Bourhis and Lanyon both said such moves were out of their hands upon their graduations from Ohio State in 1966 and 1967, just as were the changes in Brutus' appearance. An Ohio Staters member, Bourhis worked both with them and the athletic council to fund some of the early changes to the look — mainly the early fiberglass model — and name him. In the immediate weeks following his debut, the Athletic Council officially declared Brutus the school's mascot.

Then, Block O took over to fill the shoes of the person behind the head before Brutus became a part of the spirit program. At first, a cheerleader who didn't make the cut to wave pompoms Saturday afternoons became tasked with being the mascot. Today, it's a badge of honor and completely separate entity to be Brutus.

"I think we became forgotten for a long time, but the cool thing is you know the thought that it takes a village to raise a child," Lanyon said. "That whole concept really has applied to Brutus."

Brutus at the National Championship Game

The university swooped in by the time Lanyon and Bourhis left Columbus went there separate ways and broke off their engagement, latching on to the idea of Brutus Buckeye the mascot, philanthropist and spirit head.

Lanyon now resides in Tucson, Arizona, where she is an Organizational Development Consultant after earning her masters from the University of Arizona. Bourhis practices law in San Francisco and Santa Barbara, California, using the degree he earned at UC Berkeley.

The two never married, but bore a child of Ohio State for which they never received any formal compensation or credit.
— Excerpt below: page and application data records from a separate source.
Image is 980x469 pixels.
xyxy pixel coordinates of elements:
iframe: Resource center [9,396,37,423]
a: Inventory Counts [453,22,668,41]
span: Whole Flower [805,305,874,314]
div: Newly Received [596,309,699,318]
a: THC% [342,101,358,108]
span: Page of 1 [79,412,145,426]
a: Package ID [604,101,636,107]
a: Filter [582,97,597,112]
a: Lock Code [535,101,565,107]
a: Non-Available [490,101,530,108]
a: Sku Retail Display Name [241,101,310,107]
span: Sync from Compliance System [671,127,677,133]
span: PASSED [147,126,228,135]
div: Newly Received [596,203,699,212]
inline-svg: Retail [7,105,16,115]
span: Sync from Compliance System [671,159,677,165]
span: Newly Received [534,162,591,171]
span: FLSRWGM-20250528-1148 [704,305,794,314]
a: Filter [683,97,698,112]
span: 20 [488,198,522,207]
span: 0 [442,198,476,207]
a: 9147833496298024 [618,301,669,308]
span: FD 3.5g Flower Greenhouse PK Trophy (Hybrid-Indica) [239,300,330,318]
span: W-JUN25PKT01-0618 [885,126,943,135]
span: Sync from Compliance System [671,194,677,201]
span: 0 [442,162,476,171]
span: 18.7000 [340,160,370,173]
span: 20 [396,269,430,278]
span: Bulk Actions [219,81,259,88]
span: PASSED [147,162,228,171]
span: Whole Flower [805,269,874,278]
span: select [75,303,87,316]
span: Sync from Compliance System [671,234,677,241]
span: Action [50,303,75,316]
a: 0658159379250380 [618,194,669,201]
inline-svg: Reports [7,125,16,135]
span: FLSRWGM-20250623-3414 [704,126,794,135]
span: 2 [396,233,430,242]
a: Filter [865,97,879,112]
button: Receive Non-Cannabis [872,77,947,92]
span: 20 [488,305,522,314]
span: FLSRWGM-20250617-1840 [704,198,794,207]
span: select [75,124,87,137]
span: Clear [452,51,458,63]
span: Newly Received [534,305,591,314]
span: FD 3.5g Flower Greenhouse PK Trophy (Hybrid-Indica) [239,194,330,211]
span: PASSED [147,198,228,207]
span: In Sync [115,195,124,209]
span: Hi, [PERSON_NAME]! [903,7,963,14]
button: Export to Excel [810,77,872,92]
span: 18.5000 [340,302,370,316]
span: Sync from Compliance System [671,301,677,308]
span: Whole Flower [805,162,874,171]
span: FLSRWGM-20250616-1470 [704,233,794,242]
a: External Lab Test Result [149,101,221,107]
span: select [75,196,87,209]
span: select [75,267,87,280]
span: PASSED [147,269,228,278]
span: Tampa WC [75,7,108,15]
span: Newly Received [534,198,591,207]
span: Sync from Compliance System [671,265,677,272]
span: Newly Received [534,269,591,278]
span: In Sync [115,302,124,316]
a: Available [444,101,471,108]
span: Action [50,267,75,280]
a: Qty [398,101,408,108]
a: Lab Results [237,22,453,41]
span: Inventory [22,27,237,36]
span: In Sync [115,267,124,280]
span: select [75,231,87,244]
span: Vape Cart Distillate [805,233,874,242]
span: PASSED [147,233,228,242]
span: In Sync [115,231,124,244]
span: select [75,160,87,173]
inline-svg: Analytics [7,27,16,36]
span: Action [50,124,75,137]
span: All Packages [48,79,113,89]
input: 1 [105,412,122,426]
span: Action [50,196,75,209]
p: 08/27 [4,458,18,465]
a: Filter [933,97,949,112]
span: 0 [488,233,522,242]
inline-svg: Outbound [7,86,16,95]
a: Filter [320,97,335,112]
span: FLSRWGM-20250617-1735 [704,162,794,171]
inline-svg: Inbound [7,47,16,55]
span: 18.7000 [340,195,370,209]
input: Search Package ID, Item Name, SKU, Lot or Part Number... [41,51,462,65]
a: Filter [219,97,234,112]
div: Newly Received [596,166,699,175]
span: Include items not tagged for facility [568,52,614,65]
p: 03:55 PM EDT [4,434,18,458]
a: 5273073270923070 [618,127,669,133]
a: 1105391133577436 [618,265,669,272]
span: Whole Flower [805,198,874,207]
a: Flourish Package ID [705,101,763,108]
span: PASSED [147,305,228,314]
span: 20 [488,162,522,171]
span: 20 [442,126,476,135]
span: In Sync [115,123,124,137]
"It was just something (we) did. You do stuff and then it is what it is. We were never compensated for it," Lanyon said. "It just wasn't meant to be, but I think it's better that we didn't."

The two rode in Ohio State's homecoming parade in 2006, a rain-soaked weekend carrying a "Where's Brutus?" theme. Seat cushions, T-shirts and other commemorative trinkets are currently for sale as their "son" turns 50 this football season. Another home date against Minnesota — the team Brutus made his debut against — fittingly sits on the horizon Nov. 7, just over 50 years and a week to the day of his first appearance.

Brutus' imprint is palpable across the state of Ohio and even nationally. He won the 2015 UCA Division I Mascot National Championship mere days after leading the football team and Urban Meyer out of the AT&T Stadium tunnel and cheering the Buckeyes on to victory in the first-ever College Football Playoff. Scholarships are endowed in his name.

Quite a ways from the days of papier-mâché on a lawn outside a sorority house.

"I think after that first football game, I think we realized that this was going to be a mascot," Bourhis said. "It was never going to go away, but I don't think that we realized how big it was going to become."